A catastrophic injury changes the rest of a person's life — and the value of the case is measured over that whole life, not just the first hospital bill. Traumatic brain injury, spinal-cord damage and paralysis, severe burns, amputations, and multiple fractures demand a different kind of preparation: life-care planning, vocational and economic experts, and treating physicians who can speak to a lifetime of future cost. Insurers fight these cases hardest because the exposure is largest, so we build the long-term medical and financial picture early and document it relentlessly.
Our attorney
How Mihran M. Ghazaryan helps with catastrophic injury
A catastrophic injury is measured over a lifetime, and Mihran M. Ghazaryan builds it that way. He assembles the life-care plan and the medical and economic experts who can prove the true future cost, refuses the quick lowball offer insurers use to close out large exposure early, and prepares the case for the long horizon it requires — so the recovery reflects the care you'll actually need.
What we handle
Traumatic brain injury (TBI)
From concussion with lasting cognitive effects to severe TBI. We pair imaging and neuropsychological testing with day-in-the-life evidence so the invisible effects are made concrete.
Spinal-cord injury and paralysis
Paraplegia and quadriplegia carry lifelong attendant-care and accessibility costs. A life-care plan quantifies them so the demand reflects the real future.
Amputation, severe burns, and disfigurement
Permanent loss and scarring support significant non-economic damages alongside future surgical and prosthetic costs.
Multiple fractures and polytrauma
Injuries needing several surgeries, hardware, and extended rehabilitation, where future-treatment proof drives the value.
How we work
- 1
Free, no-pressure consultation
We listen first. We answer your questions. There is no fee for the initial conversation — and you decide whether to engage us at the end of it.
- 2
Investigation and evidence preservation
Police reports, scene photos, witness statements, vehicle data, surveillance video, medical records. The earlier we collect, the harder it is for the other side to reshape the story later.
- 3
Treatment, demand, and negotiation
We coordinate with your providers, document the full extent of damages — medical, lost income, pain — and present a demand backed by evidence. We push back firmly when an insurer lowballs.
- 4
Litigation when necessary
Most matters settle. When an insurer refuses to be reasonable, we file. Preparing every case as if it will be tried is what makes the settlement number move.
What to do right away
- Follow every treatment recommendation and keep all specialist appointments — gaps in care get used against you.
- Keep a journal of pain, limitations, and how daily life has changed.
- Preserve everything: medical records, bills, the device or vehicle involved, and the scene if possible.
- Designate one family member to track providers and expenses while you focus on recovery.
- Do not accept an early settlement before the full extent of future care is known.
- Do not give a recorded statement to the insurer before speaking with a lawyer.
The information on this website is for general information purposes only. Nothing on this site should be taken as legal advice for any individual case or situation. This information is not intended to create, and receipt or viewing does not constitute, an attorney-client relationship.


* _About this task_
Which lines in the data below contain the string "Congested"? Show each one.

[Entries taken from a collection]
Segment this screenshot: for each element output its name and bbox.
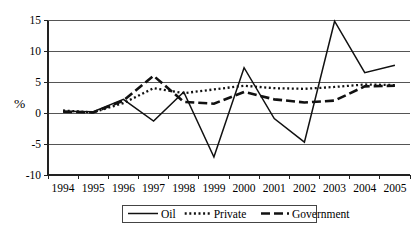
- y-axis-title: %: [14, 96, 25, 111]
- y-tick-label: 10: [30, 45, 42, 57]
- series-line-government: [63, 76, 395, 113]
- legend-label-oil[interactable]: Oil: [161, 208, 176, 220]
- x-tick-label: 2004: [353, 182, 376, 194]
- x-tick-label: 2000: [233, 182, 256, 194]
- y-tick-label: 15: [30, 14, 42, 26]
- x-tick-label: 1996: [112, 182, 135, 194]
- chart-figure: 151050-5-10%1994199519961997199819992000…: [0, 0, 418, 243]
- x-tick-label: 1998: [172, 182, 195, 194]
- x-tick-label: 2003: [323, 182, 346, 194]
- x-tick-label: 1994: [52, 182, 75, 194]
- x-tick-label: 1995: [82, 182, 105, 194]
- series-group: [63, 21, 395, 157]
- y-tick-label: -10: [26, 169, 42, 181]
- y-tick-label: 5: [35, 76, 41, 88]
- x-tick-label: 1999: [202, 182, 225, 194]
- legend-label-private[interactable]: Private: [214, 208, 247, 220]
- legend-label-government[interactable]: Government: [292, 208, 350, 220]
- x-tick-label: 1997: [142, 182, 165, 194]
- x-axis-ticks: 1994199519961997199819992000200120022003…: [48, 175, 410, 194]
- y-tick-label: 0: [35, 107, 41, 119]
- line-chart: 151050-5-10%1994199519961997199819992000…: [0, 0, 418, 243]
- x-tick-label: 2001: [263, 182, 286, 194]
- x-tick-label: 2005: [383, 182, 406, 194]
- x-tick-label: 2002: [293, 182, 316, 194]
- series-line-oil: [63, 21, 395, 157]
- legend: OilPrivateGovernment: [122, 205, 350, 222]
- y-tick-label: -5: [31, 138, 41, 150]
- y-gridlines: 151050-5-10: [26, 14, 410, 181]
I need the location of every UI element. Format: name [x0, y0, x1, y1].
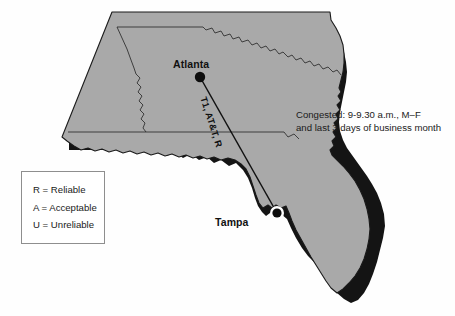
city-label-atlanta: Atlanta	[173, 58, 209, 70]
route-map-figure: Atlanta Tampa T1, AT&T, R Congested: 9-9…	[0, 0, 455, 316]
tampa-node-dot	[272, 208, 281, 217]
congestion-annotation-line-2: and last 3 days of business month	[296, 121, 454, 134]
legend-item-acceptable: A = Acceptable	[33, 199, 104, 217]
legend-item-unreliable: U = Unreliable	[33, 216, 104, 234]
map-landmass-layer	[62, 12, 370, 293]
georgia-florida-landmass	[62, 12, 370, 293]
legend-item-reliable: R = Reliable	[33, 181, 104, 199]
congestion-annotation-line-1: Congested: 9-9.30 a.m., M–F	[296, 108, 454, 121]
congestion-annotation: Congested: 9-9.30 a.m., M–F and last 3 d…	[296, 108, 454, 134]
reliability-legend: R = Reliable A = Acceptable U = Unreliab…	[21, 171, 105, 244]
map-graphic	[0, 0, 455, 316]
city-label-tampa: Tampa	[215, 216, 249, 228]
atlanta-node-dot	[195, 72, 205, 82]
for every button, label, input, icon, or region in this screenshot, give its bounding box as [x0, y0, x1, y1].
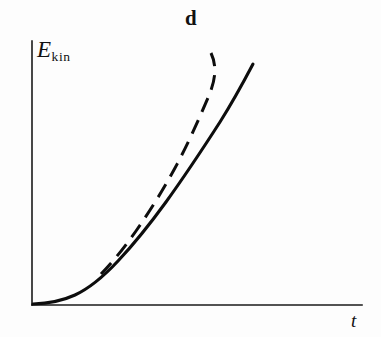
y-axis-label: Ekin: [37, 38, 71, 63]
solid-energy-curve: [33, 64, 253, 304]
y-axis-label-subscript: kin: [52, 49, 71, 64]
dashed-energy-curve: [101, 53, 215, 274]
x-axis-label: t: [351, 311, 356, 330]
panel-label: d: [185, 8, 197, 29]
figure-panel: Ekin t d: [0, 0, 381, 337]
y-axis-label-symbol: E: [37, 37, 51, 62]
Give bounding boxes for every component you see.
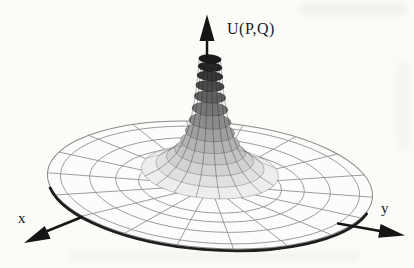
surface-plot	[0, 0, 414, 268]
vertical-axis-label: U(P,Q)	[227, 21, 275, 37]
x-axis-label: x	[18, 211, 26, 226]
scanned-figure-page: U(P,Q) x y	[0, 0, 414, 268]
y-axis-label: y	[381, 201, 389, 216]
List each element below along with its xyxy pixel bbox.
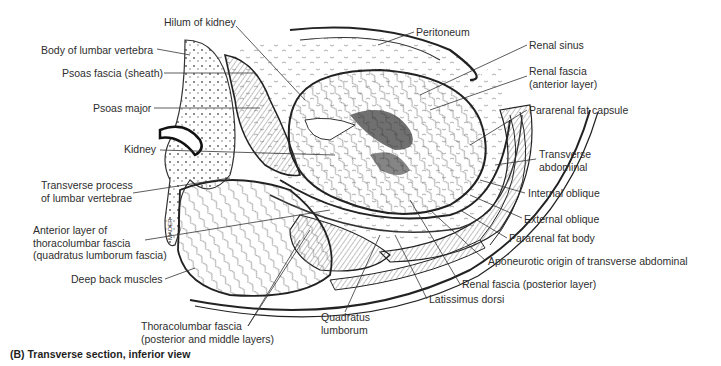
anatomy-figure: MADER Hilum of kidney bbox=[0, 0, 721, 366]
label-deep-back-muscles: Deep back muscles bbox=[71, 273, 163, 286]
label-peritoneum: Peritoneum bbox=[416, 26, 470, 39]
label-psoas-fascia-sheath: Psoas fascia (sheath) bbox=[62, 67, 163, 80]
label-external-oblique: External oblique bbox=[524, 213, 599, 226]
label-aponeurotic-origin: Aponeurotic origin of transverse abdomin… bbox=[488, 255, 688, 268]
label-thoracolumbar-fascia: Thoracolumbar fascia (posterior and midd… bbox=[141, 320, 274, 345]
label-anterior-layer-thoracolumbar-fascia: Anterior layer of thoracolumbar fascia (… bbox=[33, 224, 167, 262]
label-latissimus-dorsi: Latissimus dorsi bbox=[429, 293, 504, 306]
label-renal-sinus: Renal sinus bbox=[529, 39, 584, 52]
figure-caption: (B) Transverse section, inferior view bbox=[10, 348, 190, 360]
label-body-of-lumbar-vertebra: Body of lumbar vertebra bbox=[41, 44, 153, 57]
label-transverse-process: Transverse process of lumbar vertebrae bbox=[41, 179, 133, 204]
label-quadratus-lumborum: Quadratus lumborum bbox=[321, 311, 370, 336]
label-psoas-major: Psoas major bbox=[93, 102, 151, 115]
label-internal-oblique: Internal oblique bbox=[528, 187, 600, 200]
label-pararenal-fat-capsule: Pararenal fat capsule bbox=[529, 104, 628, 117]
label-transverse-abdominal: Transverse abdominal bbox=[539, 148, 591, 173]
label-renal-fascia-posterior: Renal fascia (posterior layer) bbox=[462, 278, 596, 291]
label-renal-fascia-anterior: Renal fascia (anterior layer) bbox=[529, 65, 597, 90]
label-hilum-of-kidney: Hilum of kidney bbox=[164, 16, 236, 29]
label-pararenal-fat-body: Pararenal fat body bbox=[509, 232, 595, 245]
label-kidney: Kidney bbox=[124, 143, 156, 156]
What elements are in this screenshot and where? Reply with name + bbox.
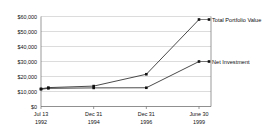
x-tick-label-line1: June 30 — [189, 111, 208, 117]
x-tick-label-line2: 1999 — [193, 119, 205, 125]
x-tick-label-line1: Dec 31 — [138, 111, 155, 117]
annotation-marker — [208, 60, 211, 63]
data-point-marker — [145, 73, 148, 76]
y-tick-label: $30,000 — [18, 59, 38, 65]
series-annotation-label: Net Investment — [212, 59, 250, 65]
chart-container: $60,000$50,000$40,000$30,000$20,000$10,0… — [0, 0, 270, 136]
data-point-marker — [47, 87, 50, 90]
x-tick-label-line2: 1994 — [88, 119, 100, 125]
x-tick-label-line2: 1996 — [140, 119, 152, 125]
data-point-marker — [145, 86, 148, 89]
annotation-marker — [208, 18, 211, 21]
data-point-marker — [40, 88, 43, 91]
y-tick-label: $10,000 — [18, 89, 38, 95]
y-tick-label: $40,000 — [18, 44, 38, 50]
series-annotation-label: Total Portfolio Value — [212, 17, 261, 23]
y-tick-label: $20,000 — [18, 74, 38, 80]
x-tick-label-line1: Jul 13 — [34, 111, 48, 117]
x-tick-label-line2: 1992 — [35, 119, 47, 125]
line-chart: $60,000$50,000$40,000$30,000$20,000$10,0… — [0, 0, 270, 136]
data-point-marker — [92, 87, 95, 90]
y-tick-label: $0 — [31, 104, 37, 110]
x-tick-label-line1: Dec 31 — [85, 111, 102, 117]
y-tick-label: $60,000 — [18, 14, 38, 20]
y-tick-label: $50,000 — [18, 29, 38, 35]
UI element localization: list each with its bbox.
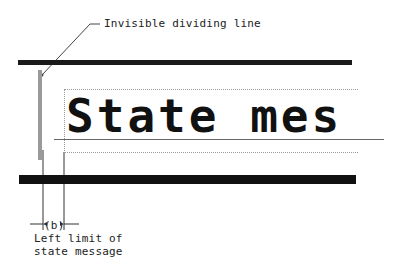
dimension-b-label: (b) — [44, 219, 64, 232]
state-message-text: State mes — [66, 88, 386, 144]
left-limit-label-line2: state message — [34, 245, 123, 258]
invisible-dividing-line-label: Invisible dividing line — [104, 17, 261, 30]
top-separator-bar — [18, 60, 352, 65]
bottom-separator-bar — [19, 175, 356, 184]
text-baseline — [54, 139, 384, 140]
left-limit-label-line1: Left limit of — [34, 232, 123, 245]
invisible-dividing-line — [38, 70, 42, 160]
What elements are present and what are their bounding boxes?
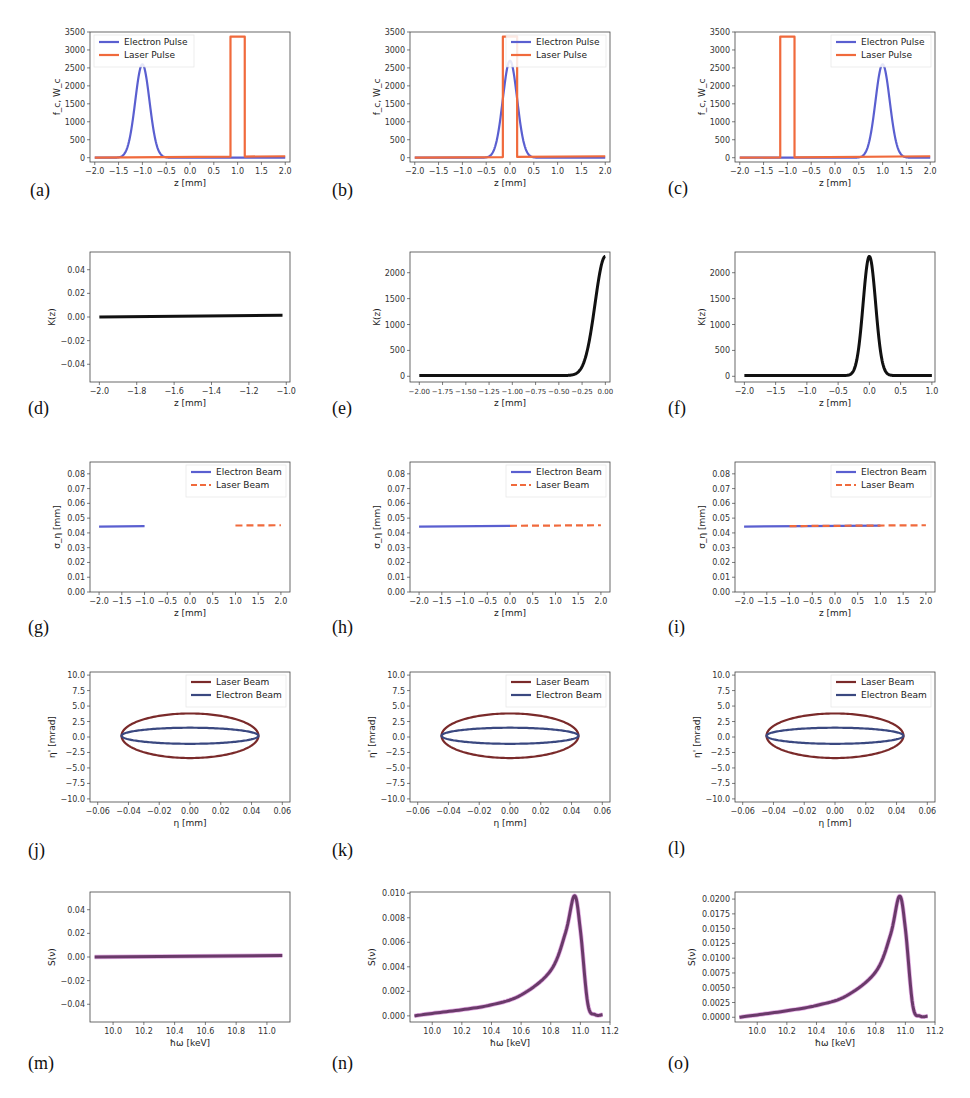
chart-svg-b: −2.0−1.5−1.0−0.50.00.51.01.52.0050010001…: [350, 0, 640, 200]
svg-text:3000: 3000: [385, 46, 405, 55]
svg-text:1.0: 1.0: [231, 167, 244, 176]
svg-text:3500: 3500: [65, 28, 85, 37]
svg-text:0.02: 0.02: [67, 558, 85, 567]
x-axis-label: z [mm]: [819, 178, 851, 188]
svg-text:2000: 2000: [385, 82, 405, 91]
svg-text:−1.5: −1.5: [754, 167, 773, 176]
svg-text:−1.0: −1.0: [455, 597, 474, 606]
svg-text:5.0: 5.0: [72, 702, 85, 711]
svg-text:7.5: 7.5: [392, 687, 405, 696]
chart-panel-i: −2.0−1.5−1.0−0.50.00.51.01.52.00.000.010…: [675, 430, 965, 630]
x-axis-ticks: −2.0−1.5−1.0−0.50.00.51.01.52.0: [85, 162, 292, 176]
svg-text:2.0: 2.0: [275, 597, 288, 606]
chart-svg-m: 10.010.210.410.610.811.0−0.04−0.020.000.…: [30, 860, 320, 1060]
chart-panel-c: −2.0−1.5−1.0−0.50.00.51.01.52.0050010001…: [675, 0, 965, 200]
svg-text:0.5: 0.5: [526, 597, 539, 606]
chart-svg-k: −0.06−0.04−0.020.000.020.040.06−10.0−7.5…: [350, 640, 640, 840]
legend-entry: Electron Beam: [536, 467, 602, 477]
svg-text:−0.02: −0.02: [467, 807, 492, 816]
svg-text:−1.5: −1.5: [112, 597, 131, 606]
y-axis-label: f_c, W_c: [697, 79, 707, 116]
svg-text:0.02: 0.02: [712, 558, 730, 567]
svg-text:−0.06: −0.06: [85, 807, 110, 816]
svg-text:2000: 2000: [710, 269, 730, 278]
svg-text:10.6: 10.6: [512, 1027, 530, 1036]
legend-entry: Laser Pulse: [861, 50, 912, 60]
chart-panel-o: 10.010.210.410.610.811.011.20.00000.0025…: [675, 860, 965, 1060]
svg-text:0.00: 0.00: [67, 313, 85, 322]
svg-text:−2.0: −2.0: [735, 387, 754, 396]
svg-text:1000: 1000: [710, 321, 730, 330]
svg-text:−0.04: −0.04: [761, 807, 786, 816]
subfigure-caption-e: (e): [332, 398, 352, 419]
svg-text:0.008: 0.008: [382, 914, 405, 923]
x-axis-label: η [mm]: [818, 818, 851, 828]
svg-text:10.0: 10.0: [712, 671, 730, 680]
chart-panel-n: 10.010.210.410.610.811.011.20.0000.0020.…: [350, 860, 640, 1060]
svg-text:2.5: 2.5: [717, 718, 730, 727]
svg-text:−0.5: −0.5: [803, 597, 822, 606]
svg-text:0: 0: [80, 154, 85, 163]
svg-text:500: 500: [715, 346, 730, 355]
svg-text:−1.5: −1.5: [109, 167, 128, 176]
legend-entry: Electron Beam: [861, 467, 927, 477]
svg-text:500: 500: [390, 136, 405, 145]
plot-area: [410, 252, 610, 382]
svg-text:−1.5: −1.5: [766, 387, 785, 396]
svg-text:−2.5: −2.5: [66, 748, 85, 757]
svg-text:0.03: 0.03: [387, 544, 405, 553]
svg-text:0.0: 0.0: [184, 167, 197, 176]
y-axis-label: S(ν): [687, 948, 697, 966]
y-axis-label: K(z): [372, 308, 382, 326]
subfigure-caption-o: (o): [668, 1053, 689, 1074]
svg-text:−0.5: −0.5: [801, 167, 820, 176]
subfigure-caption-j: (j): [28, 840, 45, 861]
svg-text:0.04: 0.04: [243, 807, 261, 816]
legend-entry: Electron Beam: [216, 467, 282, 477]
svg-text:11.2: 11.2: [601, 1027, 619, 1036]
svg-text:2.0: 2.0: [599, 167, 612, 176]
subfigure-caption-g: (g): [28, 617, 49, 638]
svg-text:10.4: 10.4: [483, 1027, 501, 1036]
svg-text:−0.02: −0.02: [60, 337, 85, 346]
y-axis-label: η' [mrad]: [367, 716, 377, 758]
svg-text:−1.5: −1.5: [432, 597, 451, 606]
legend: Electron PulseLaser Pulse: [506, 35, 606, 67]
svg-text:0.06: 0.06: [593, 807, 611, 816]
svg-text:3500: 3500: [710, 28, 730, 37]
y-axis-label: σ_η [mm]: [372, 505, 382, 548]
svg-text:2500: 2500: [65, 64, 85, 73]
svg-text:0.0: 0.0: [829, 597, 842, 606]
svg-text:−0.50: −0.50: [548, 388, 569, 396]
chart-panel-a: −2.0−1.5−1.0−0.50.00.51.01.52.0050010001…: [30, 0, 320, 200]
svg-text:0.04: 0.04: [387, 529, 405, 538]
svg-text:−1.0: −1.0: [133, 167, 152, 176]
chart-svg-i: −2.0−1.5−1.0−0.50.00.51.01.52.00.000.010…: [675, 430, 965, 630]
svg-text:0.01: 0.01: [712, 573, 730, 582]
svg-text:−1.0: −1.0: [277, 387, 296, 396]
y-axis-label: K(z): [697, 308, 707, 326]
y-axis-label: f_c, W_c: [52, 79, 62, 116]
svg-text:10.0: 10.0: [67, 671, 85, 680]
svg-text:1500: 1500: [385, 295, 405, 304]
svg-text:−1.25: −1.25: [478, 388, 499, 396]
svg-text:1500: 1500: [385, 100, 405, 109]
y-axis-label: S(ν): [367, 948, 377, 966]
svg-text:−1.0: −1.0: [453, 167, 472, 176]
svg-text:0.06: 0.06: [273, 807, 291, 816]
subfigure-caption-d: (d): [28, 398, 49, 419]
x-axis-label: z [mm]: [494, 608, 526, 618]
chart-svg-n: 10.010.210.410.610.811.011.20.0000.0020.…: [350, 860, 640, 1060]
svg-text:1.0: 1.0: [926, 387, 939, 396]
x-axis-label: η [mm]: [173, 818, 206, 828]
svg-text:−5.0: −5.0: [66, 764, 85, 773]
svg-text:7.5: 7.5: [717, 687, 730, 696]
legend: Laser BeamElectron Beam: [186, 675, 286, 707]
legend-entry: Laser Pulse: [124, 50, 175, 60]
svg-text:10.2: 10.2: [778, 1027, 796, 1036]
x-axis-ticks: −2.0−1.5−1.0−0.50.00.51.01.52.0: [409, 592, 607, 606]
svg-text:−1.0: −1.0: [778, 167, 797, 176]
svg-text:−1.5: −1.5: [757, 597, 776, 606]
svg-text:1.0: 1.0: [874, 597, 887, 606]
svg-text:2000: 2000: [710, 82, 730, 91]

* _Answer section_
route-map-figure: Atlanta Tampa T1, AT&T, R Congested: 9-9…	[0, 0, 455, 316]
congestion-annotation-line-1: Congested: 9-9.30 a.m., M–F	[296, 108, 454, 121]
congestion-annotation: Congested: 9-9.30 a.m., M–F and last 3 d…	[296, 108, 454, 134]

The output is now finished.